Genesis 27:35-36 , 2 Samuel 6:6-7, Exodus 32:1-4 , Matthew 4:8-10, Psalm 37:7, Acts 5:1-5
How many shortcuts have been justified with the best of intentions? At the sentencing for her role in the 2019 college admissions bribery scandal, actress Lori Loughlin addressed the court: “I mad...
Studying your own failures as well can make them seem less earth-shattering. One researcher suggested in a 2010 article in Nature that people maintain a “CV of failures,” a written list of the things ...
In the land whose founding metaphor was the mutuality of John Winthrop’s seventeenth-century vision of a “city set on a hill,” we live more and more in estranged, hostile, exclusive enclaves, linked o...
Hope remains possible even amid our failures—whether we disappoint God, let down our families, or fall short of our own expectations—because divine compassion operates like an inexhaustible well. Each...
As early as April 2020, a debate raged about the responsibilities of those of us turned safely inside during this global storm. For those time privileged enough to find their calendars suddenly cleare...
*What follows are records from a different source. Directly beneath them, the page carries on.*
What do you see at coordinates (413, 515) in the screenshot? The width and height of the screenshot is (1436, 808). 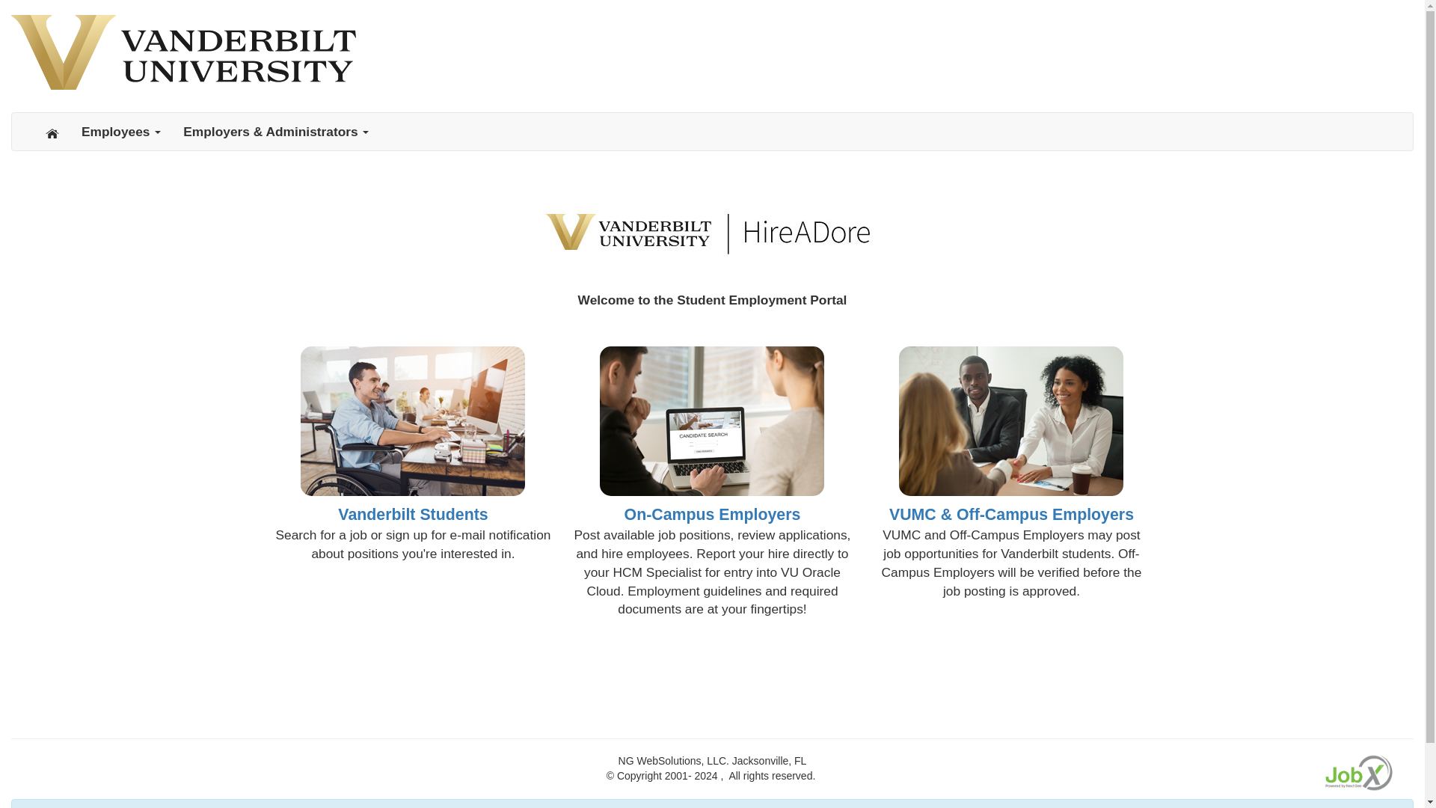 I see `Vanderbilt Students` at bounding box center [413, 515].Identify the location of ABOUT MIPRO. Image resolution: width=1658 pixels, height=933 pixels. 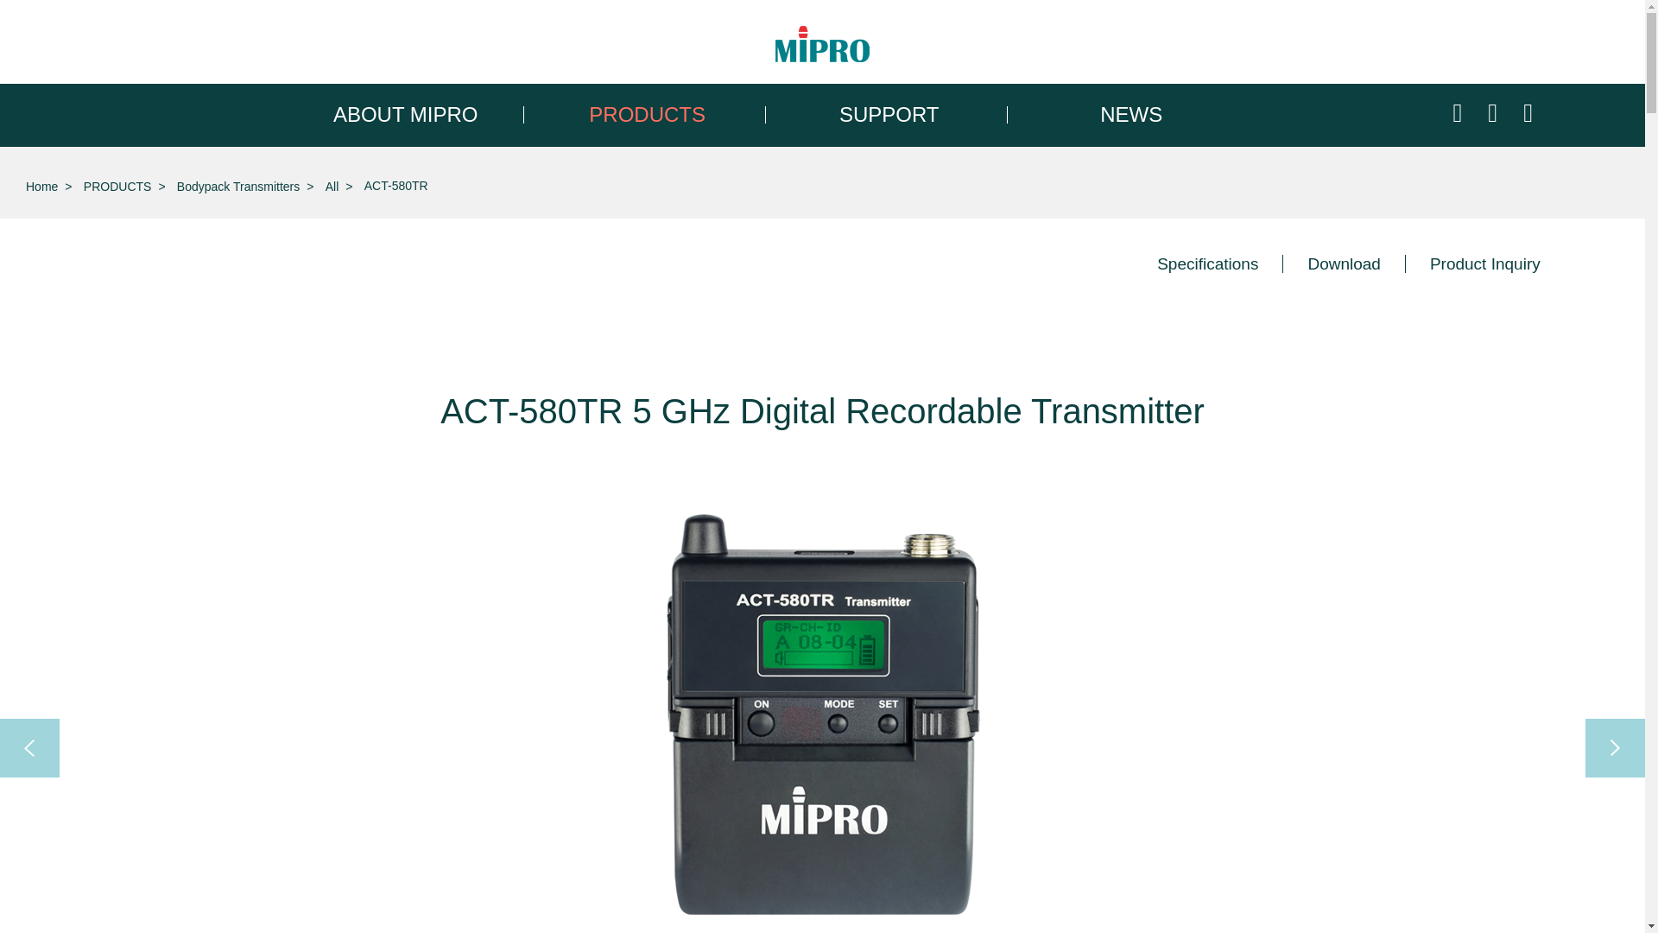
(406, 114).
The bottom line is this: never grow complacent. Never grow tired of learning. As soon as we stop learning we lose the capacity to grow and mature in our work and our relationships. This continual lear...
In Redeeming Productivity , Reagan Rose tells his own story to illustrate the two ways in which the idea that “it’s my life” leads to two very different and disordered outlooks on productivity. When ...
My instructor in Sabbath-keeping was not a professor or spiritual director, but a foreman at the East Chicago Inland Steel plant named Mike Paddock. His wife was the treasurer of the tiny congregation...
Romans 8:28, Matthew 25:21, Proverbs 27:17, Colossians 3:23-24, Galatians 6:1, James 1:5, Luke 16:10
Tom Watson, Sr., is the man who founded IBM. You can imagine the money, the investments, the experiments, this man, and his multi-billion dollar company have made through the years. Once, years ago, w...
As a college student, I was returning to school one year on a Greyhound bus. One of the other passengers was a middle-aged man who seemed to be making the rounds, engaging various people in quiet conv...
Exodus 3:10-12, 1 Samuel 3:8-10, Matthew 4:18-20, Acts 9:3-6, 2 Timothy 1:9, Psalm 139:13-16
Older notions of vocation and vocational development assumed that people wrestled with matters of vocation as a young adult. It has been commonly assumed that vocational counseling was provided in hig...
The huge assumption of our social context is that work is bad and leisure is good. Our only hope for a transformed vision for vocation, work and career, and for navigating the transitions of life, is ...
The American Golfer George Archer had a relatively successful career on the PGA tour, winning thirteen PGA tournaments, including the 1969 Masters. As he drew closer to retiring from the sport, he was...
1 Corinthians 2:16, Philippians 2:2, John 17:21, Acts 1:8, 1 Peter 4:1-2
Sisters and brothers, go into the world with the mind of Christ. Go into the world to be the hands of Christ. Go into the world filled with the love of Christ. Amen.